Properly Sauced (Repeal Day Edition): Babbitt Cocktail
By Rob Christopher in Food on Dec 5, 2011 7:40PM
Prohibition was officially repealed on December 5, 1933. In conjunction with Ken Burns' Prohibition we read Daniel Okrent's book Last Call. It's an amazingly well-written, fascinating history of the era which freely quotes from the culture of the time. Among Okrent's sources is Babbitt, Sinclair Lewis's satirical 1922 novel. We'd never read it, so we gave it a whirl.
What a delight! (And, alas, still depressingly relevant). George Babbitt, real estate man, is the ultimate conformist and, like all conformists then as now, is entirely capable of having several contradictory beliefs at the same time. Take Prohibition. On the one hand, he thinks it's a mighty fine thing, a truly noble undertaking. On the other hand, when he and his wife throw a dinner party why, he's got to have something for his guests to drink, doesn't he?

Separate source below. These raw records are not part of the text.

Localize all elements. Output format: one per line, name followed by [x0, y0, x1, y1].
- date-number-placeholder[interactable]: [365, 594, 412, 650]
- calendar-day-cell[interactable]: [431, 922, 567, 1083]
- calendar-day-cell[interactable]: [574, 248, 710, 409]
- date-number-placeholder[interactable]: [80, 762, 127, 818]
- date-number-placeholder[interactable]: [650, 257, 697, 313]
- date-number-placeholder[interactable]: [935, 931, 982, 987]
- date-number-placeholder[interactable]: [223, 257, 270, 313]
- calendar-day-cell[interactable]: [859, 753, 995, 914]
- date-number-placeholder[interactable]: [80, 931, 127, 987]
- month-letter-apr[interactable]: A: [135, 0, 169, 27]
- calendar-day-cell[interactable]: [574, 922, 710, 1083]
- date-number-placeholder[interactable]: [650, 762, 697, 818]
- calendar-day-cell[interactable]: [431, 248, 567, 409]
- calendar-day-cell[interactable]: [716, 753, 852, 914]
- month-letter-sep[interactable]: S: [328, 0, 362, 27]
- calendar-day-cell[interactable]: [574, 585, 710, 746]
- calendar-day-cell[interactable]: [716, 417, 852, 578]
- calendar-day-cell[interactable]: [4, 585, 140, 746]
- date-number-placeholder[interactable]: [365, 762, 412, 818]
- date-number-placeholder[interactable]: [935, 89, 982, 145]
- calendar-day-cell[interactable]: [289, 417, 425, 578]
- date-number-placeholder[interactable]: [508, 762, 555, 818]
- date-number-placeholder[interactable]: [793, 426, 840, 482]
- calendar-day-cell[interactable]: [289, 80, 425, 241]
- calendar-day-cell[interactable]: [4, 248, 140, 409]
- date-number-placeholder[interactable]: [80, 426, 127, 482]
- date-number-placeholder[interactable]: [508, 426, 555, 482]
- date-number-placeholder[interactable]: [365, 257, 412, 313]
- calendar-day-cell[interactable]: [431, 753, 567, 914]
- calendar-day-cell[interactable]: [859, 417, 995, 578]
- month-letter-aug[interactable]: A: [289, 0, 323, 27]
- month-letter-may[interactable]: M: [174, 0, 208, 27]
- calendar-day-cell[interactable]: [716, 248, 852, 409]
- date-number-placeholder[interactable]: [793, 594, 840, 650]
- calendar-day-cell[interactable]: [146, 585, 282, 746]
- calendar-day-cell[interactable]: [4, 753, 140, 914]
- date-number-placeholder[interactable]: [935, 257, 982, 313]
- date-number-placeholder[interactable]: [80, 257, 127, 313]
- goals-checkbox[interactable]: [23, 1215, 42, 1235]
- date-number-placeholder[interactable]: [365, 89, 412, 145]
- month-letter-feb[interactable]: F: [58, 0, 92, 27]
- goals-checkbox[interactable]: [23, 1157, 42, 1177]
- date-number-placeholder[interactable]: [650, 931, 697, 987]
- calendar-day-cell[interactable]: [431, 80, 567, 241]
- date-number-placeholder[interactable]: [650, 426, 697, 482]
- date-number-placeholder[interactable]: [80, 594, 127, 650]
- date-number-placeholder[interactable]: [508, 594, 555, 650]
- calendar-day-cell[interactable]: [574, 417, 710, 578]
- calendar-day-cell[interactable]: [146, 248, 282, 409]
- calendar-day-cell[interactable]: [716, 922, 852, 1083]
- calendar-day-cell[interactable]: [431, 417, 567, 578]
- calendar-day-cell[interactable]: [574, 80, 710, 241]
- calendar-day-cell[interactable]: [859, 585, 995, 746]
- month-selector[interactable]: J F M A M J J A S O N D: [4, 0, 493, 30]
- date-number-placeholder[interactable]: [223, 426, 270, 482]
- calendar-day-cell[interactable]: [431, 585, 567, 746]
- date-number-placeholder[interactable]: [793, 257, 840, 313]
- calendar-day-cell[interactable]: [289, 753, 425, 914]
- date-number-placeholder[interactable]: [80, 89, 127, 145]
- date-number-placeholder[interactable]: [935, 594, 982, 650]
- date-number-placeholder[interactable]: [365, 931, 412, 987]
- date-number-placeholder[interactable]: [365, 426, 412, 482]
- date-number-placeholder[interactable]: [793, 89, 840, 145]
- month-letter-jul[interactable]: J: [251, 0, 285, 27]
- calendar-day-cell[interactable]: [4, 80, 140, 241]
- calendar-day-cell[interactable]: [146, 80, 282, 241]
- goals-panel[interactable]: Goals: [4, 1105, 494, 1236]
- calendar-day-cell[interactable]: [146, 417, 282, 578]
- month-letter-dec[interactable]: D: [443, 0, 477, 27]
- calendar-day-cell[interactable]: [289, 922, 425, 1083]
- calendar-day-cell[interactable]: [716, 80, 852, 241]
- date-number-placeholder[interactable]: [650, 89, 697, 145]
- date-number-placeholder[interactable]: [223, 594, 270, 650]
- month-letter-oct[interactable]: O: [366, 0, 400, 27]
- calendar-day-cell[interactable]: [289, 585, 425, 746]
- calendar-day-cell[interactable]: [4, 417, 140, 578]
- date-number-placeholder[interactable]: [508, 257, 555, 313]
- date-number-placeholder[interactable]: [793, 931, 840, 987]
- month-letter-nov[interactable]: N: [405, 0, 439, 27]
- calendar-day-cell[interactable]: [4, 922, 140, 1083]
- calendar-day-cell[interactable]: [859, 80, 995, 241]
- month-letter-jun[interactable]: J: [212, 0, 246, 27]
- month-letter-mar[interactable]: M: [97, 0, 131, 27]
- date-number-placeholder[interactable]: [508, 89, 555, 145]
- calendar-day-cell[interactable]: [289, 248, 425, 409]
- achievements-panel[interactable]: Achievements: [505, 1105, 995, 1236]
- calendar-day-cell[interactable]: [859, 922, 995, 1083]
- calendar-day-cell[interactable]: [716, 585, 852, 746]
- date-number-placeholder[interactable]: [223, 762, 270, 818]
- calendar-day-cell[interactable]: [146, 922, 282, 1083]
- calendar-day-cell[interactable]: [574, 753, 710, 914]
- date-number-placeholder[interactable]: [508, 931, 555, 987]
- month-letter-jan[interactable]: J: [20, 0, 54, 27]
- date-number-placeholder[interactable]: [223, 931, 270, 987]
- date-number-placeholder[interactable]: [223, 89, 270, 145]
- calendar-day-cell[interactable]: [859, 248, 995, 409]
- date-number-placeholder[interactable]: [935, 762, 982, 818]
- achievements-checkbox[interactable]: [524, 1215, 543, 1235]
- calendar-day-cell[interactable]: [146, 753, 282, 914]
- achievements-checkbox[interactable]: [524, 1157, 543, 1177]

Lewis masterfully describes Babbitt's preparations:
He moved majestically down to mix the cocktails. As he chipped ice, as he squeezed oranges, as he collected vast stores of bottles, glasses, and spoons at the sink in the pantry, he felt as authoritative as the bartender at Healey Hanson’s saloon ... Besides the new bottle of gin, his cellar consisted of one half-bottle of Bourbon whisky, a quarter of a bottle of Italian vermouth, and approximately one hundred drops of orange bitters. He did not possess a cocktail-shaker. A shaker was proof of dissipation, the symbol of a Drinker, and Babbitt disliked being known as a Drinker even more than he liked a Drink. He mixed by pouring from an ancient gravy-boat into a handleless pitcher; he poured with a noble dignity, holding his alembics high beneath the powerful Mazda globe, his face hot, his shirt-front a glaring white, the copper sink a scoured red-gold. He tasted the sacred essence. “Now, by golly, if that isn’t pretty near one fine old cocktail! Kind of a Bronx, and yet like a Manhattan ..."
Mining this passage for clues, we tried to approximate what sort of cocktail that would be. And here you have it--a cross between a Bronx and a Manhattan.
Babbitt Cocktail
1 1/2 oz. Death's Door gin
3/4 oz. Old Overholt rye whiskey
3/4 oz. Carpano Antica vermouth
3/4 oz. orange juice
dash Angostura bitters
Stir with ice until very cold, then strain into a chilled cocktail glass. Garnish with orange peel. (Apologies to Babbitt, but this works much better with Angostura bitters than it does with orange bitters.)